New method for measuring RNAi pesticide in soil

A new generation of gene-silencing "RNAi pesticides" are making their way through the regulatory system and will soon be available for agricultural use.

These RNAi pesticides, which work by interfering with the functioning of RNA crop-killing pests, are genetically engineered into agricultural crops, giving the plants their own defense against pests. Until recently, there was no method to measure the amount of the pesticide present in the dynamic environment of agricultural soil.

Study first to show processes determining fate of new RNA pesticides in soils

Last month, however, researchers at the McKelvey School of Engineering at Washington University in St. Louis published their technique for measuring just how much of RNAi pesticide is present in a few grams of soil. Their research was published in the April 21 edition of Environmental Science & Technology.

Kimberly Parker, assistant professor of energy, environmental & chemical engineering, led the research that culminated in the paper. To understand how these RNAi pesticides behave in the real-world, Parker said, "We needed to be able to determine what happens to them in the environment."

Parker

Last year, Parker published her findings about the forces acting on RNAi pesticides as they moved through soil in a lab. Lab-based research had been possible because the researchers had built a radioactive atom into the pesticide molecule. It acted like a tiny beacon of light that made it possible to follow the molecule's movement.

Those methods were informative, "but they can't be used for field assessments," Parker said. "This is the first method we can use in a real field of agricultural crops, where you don't have a controlled lab environment."

In order to quantify the amount of RNAi pesticide in a sample, Parker and her team have now developed a two-step method of extraction and cleaning. They began with lifting molecules of the pesticide - gently - from a particle of soil and then transferring it into a solution. "We needed to extract them efficiently without damaging the structure," she said.

They ultimately used a "competitor" molecule - in this case, phosphate - with a structure similar to the backbone of the pesticide molecule. When added to solution with the pesticide, the competitor adsorbed, or attached itself to, the soil particles. With no space left on the material, the pesticide had nothing to attach to and remained in the solution.

Inevitably, some organic material from the soil comes along for the ride. That excess material would make it difficult to narrow in on the RNAi pesticide come time for analysis.

That's where the second step came in: the cleanup phase. They next had to develop a method using a material that would isolate the RNAi pesticide.

Once the molecule is isolated, the team could use quantitative reverse transcription-polymerase chain reaction (RT-qPCR), a method for measuring the amount of a specific RNA, including RNAi pesticides.

This is the first method that can quantify the RNAi pesticides at environmentally relevant concentrations. Since developing this new method, Parker and her team have validated its use to measure RNAi pesticides in authentic agricultural soil.

The next step in this research will involve putting the method to work, taking a look at how these new gene-suppressing pesticides actually persist or degrade in the environment. What is already clear, however, is the need to accurately measure the pesticide in soil in order to understand how it will behave in agricultural settings.

"At this stage, we've found the degradation rate is going to depend on the concentration of the molecule," Parker said.

"So it's important that our method can detect concentrations at the levels we expect in the environment," she said, "and therefore we can conduct experiments at concentrations that are realistic and representative of what you would see in the environment."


Counting only lines of the listing below that hold the word "more", give the total and nothing else.
START Extracted information
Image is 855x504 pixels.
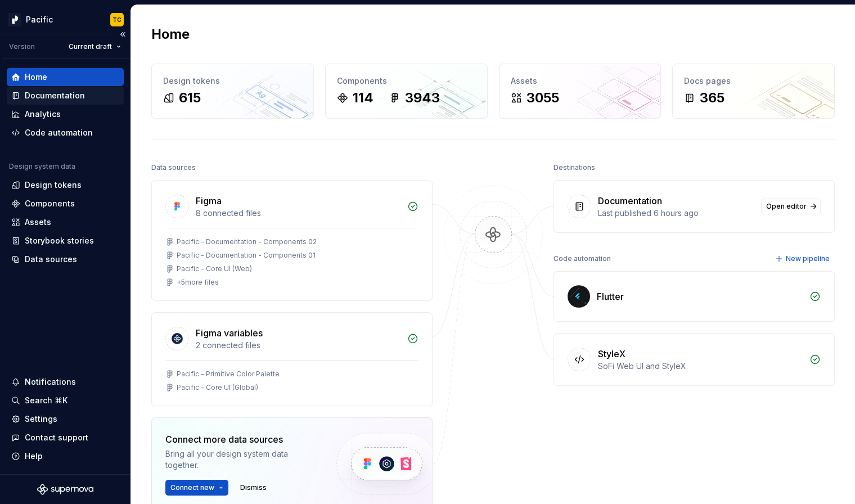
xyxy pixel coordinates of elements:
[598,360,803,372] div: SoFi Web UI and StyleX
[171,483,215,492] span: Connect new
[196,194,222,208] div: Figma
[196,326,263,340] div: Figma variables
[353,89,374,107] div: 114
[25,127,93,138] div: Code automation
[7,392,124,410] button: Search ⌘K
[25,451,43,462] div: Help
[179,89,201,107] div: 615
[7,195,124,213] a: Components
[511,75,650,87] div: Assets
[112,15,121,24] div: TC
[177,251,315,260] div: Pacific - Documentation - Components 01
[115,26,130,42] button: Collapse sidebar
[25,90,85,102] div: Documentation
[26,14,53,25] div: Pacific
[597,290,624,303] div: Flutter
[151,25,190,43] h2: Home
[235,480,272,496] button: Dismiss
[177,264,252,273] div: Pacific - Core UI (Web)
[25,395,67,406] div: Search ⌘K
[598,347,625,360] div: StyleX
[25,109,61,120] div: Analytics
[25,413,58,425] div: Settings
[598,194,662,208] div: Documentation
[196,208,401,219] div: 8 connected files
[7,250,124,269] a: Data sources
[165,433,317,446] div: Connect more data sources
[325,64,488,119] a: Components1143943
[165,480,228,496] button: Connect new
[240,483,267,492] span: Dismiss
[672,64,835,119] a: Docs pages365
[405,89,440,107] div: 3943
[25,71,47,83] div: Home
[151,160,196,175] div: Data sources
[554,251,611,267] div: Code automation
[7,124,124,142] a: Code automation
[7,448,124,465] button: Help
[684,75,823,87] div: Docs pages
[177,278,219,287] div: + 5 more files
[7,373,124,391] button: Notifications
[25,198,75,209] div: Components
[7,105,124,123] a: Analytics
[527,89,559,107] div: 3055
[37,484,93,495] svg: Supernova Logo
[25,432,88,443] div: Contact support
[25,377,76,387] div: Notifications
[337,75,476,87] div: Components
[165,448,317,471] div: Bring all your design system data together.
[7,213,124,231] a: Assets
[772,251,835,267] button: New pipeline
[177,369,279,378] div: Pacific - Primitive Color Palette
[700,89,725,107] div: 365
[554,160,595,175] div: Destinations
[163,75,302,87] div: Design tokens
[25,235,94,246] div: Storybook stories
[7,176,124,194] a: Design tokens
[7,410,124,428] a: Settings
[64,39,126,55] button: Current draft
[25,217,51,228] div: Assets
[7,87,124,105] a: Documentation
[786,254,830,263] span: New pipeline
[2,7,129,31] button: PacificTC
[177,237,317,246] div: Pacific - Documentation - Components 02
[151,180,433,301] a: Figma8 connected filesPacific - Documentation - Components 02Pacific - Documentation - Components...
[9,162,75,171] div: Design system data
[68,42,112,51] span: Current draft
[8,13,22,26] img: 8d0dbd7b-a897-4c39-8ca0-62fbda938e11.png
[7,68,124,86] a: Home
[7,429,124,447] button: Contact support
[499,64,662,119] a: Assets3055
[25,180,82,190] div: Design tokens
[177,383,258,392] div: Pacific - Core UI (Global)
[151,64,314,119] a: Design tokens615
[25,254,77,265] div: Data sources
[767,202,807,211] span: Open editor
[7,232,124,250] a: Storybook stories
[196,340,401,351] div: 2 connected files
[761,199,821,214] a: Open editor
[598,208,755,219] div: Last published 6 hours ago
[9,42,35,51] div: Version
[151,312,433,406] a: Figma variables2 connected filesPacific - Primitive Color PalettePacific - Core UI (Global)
END Extracted information
Result: 2